When loading any page on your site, pay attention to how many AJAX calls are being made to the server (especially for code that executes on every page).

It is better to have the minimum number of requests necessary to get the data you need, rather than having them split up - which can result in a kind of inner conflict where code design is concerned.

Design vs performance considerations

Suppose a page has the following 5 AJAX requests that are fired on every page load when a user is logged in:

  • Load unread message count
  • Load unread notification count
  • Load first X unread messages
  • Load first X unread notifications
  • Load user information

From a code maintenance perspective, it's often good to have functions separated out like this, so that if one breaks the others are not also broken. The problem is that, from a performance and networking perspective, the client is making 5 requests to the server when only one was needed. This means two things:

More server requests = higher server load

Not that this should come as any surprise, but having lots of AJAX requests constantly bombarding your servers puts them under a lot of pressure, due to the increased network and request overhead.

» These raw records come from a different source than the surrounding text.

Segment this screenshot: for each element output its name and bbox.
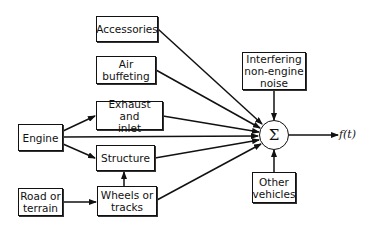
- interfering-noise-box: Interfering non-engine noise: [242, 52, 306, 90]
- structure-box: Structure: [96, 145, 155, 171]
- arrow-wheels-to-sum: [157, 144, 261, 200]
- engine-label: Engine: [23, 132, 59, 144]
- air-buffeting-label: Air buffeting: [102, 58, 149, 82]
- exhaust-inlet-box: Exhaust and inlet: [96, 101, 163, 130]
- interfering-noise-label: Interfering non-engine noise: [244, 53, 303, 89]
- arrow-engine-to-sum: [63, 136, 258, 137]
- accessories-box: Accessories: [96, 16, 158, 42]
- wheels-tracks-label: Wheels or tracks: [101, 189, 153, 213]
- road-terrain-label: Road or terrain: [20, 190, 60, 214]
- other-vehicles-label: Other vehicles: [253, 176, 296, 200]
- engine-box: Engine: [18, 124, 63, 151]
- road-terrain-box: Road or terrain: [18, 188, 63, 216]
- summation-node: Σ: [259, 120, 289, 150]
- air-buffeting-box: Air buffeting: [96, 56, 156, 84]
- arrow-structure-to-sum: [155, 140, 259, 158]
- accessories-label: Accessories: [96, 23, 158, 35]
- arrow-exhaust-to-sum: [163, 116, 259, 132]
- output-signal-label: f(t): [339, 128, 356, 141]
- structure-label: Structure: [101, 152, 150, 164]
- arrow-engine-to-exhaust: [63, 116, 95, 131]
- sigma-symbol: Σ: [269, 126, 280, 144]
- arrow-engine-to-structure: [63, 144, 95, 158]
- exhaust-inlet-label: Exhaust and inlet: [97, 98, 162, 134]
- wheels-tracks-box: Wheels or tracks: [97, 186, 157, 216]
- other-vehicles-box: Other vehicles: [252, 172, 296, 203]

Race conditions on page load

In certain cases, your AJAX requests are going to be updating the page when they receive a response (for instance, to show the unread message count). While for some functions that doesn't matter, for others that change the page layout or add elements to a page, it can make for a "janky" looking page - because it doesn't load consistently, owing to the fact that which order they will execute in depends on which AJAX requests finish first, and that isn't always going to be the same order.

Downsides to amalgamating AJAX requests

While getting your data in as few AJAX requests as possible reduces server load, there is a potential problem with this approach as well. 

On pages where you want data to be loaded in an "as it becomes available" fashion, having everything be retrieved in one AJAX request can make for an awkward-looking frontend: the page is empty of content, and then suddenly full of content, but nothing in between. This can result in a page that looks like it takes long to load, or an uncomfortable "jerking" of the page when a load of content all appears at once.